Is tirzepatide stronger than semaglutide for weight loss?

Clinical trial data suggests tirzepatide may produce greater average weight loss. In the SURMOUNT-1 trial, participants on the highest dose (15 mg) achieved an average of approximately 20.9% body weight reduction over 72 weeks. In the STEP 1 trial, semaglutide 2.4 mg participants averaged approximately 14.9% reduction over 68 weeks. However, individual response varies significantly, and both medications are considered highly effective. The "stronger" choice depends on your health history, tolerability, and your physician's assessment.

What is the difference between tirzepatide and semaglutide?

The primary difference is the mechanism of action. Semaglutide is a GLP-1 receptor agonist — it activates one hormone pathway. Tirzepatide is a dual GIP/GLP-1 receptor agonist — it activates two pathways simultaneously. The GIP component in tirzepatide may contribute to additional effects on fat storage and energy metabolism. Both are once-weekly subcutaneous injections, and both require a physician prescription.

Which has more side effects: tirzepatide or semaglutide?

Both share a similar gastrointestinal side effect profile — nausea, diarrhea, constipation, and vomiting are the most commonly reported for each. In head-to-head analyses, tirzepatide and semaglutide show broadly comparable tolerability, though individual responses vary. Physician-directed dose escalation — starting low and increasing gradually — is the primary strategy for managing side effects with either medication.

Can I switch from semaglutide to tirzepatide?

Some patients do transition between GLP-1 medications, but this should only happen under physician supervision.

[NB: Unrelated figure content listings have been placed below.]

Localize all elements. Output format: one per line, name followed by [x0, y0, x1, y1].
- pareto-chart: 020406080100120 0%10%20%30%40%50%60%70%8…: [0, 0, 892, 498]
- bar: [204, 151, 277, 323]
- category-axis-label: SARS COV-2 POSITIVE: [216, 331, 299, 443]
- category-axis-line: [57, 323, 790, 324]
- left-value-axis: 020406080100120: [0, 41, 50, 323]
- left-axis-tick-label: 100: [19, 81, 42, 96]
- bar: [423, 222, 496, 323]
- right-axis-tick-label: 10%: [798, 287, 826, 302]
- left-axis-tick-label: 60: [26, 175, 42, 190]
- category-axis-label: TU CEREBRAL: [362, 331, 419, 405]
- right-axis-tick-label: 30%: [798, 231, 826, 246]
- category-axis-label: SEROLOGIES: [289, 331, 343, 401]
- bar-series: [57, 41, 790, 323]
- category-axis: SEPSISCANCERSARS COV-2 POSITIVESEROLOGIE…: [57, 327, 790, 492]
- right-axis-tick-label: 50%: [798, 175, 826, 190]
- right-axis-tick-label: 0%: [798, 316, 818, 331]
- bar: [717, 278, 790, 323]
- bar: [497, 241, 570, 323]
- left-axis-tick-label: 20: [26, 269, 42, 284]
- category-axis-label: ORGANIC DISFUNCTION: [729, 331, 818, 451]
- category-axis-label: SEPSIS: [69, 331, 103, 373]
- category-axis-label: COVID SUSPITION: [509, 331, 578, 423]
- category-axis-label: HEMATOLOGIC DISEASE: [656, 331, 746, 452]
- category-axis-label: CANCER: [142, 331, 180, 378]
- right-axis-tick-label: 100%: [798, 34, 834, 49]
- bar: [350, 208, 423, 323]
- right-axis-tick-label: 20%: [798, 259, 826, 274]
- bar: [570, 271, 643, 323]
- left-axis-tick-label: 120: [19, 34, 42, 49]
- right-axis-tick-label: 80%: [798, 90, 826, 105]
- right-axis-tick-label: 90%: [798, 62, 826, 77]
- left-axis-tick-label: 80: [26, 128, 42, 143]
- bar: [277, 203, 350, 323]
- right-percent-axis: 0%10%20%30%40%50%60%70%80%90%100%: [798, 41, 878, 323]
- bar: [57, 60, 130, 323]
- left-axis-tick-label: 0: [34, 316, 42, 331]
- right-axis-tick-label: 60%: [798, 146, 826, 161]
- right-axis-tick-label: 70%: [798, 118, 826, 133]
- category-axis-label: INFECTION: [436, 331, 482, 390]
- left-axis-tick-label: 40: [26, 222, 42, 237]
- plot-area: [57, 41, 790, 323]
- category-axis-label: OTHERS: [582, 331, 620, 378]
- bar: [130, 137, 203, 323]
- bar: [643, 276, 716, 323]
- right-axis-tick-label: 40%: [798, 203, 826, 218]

Your provider will assess your response, weight loss progress, side effect history, and current dose before recommending a switch. A transition protocol typically includes a careful dose adjustment and a new escalation schedule.

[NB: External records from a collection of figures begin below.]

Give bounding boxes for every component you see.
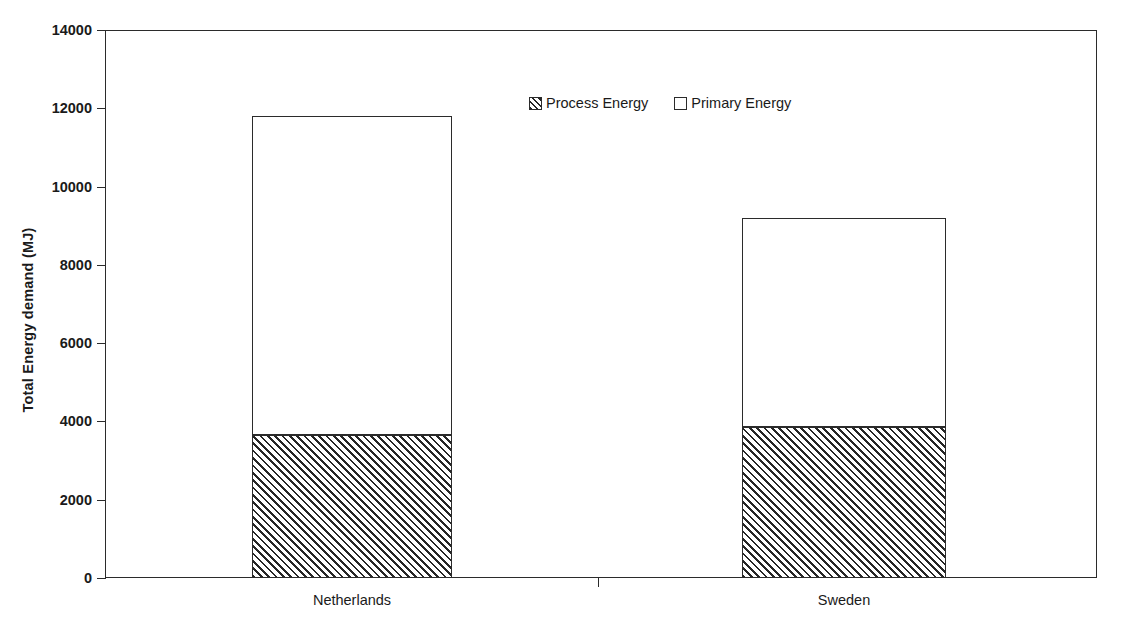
bar-segment-primary-energy[interactable] [742,218,946,427]
y-axis-tick [97,187,106,188]
y-axis-tick-label: 0 [84,571,92,586]
y-axis-title: Total Energy demand (MJ) [14,0,40,639]
y-axis-tick [97,343,106,344]
bar-stack-netherlands[interactable] [252,30,452,578]
bar-segment-process-energy[interactable] [742,427,946,578]
chart-legend: Process Energy Primary Energy [529,96,791,111]
x-axis-category-label: Netherlands [313,592,391,608]
x-axis-category-label: Sweden [818,592,870,608]
y-axis-tick-label: 4000 [60,414,92,429]
bar-segment-process-energy[interactable] [252,435,452,578]
y-axis-title-text: Total Energy demand (MJ) [19,227,35,412]
y-axis-tick-label: 14000 [52,23,92,38]
y-axis-tick [97,108,106,109]
empty-square-icon [674,97,687,110]
legend-label-primary-energy: Primary Energy [691,96,791,111]
hatched-square-icon [529,97,542,110]
y-axis-tick [97,421,106,422]
bar-stack-sweden[interactable] [742,30,946,578]
energy-demand-chart: Total Energy demand (MJ) 020004000600080… [0,0,1127,639]
legend-label-process-energy: Process Energy [546,96,648,111]
legend-item-process-energy[interactable]: Process Energy [529,96,648,111]
y-axis-tick-label: 12000 [52,101,92,116]
y-axis-tick [97,265,106,266]
legend-item-primary-energy[interactable]: Primary Energy [674,96,791,111]
bar-segment-primary-energy[interactable] [252,116,452,435]
y-axis-tick-label: 6000 [60,336,92,351]
y-axis-tick-label: 2000 [60,492,92,507]
y-axis-tick [97,500,106,501]
y-axis-tick [97,30,106,31]
x-axis-tick [598,578,599,587]
y-axis-tick-label: 8000 [60,258,92,273]
y-axis-tick [97,578,106,579]
y-axis-tick-label: 10000 [52,179,92,194]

Is compounded tirzepatide or semaglutide available?

Compounded versions of both medications have been available through licensed US compounding pharmacies. Availability and regulatory status can shift based on FDA shortage designations and policy updates. A physician-directed program like Nuvari will source from regulated pharmacies and keep your protocol aligned with current requirements — so you don't have to navigate the regulatory landscape on your own.